Randall was attracted to painting during his undergraduate years, but decided instead to pursue his MFA in Sculpture + Extended Media at VCUarts. “I started to have an engagement with sculptures and installations,” he says, and chose to attend VCUarts because “they just have the best reputation for sculpture.”

To learn more, Wicked Local Provincetown met with Randall to chat about his latest exhibition.

A large round object filled with a murky-looking yellow substance sits in the middle of his work center studio. It resembles a pool filled with toxic mold.

“It started off as a wishing well,” Randall says. “It will be filled with sulfur.” He grabs a bag of powdered sulfur from a table and takes a whiff. It smells like fireworks or gunpowder. There’s a reason he started using it.
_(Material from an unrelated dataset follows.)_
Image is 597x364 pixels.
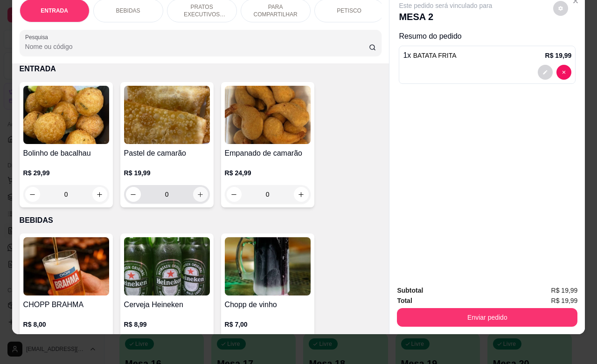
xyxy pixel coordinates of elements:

“I think I’m attracted to it for how loaded it is,” he says, adding that it smells like adrenaline. Sulfur baths, he says, are purifying.

“I like that a well is naturally occurring, and a wishing well has been fabricated,” Randall says. He’s intrigued that people throw coins into wells and make wishes — a ritual that is both hopeful and mystical. His plan for the piece solidified when he checked out the Walker Gallery. He decided that it needed a well. “I never really make things without thinking about the space they are in,” he adds.

Randall has also been looking at the way that copper oxidizes, and figuring out how to screen print with sulfur on copper. He’s made images in black, white and silver on copper.

Read more at Wicked Local Provincetown.

The post Alum sculpts entire human nervous system appeared first on VCUarts.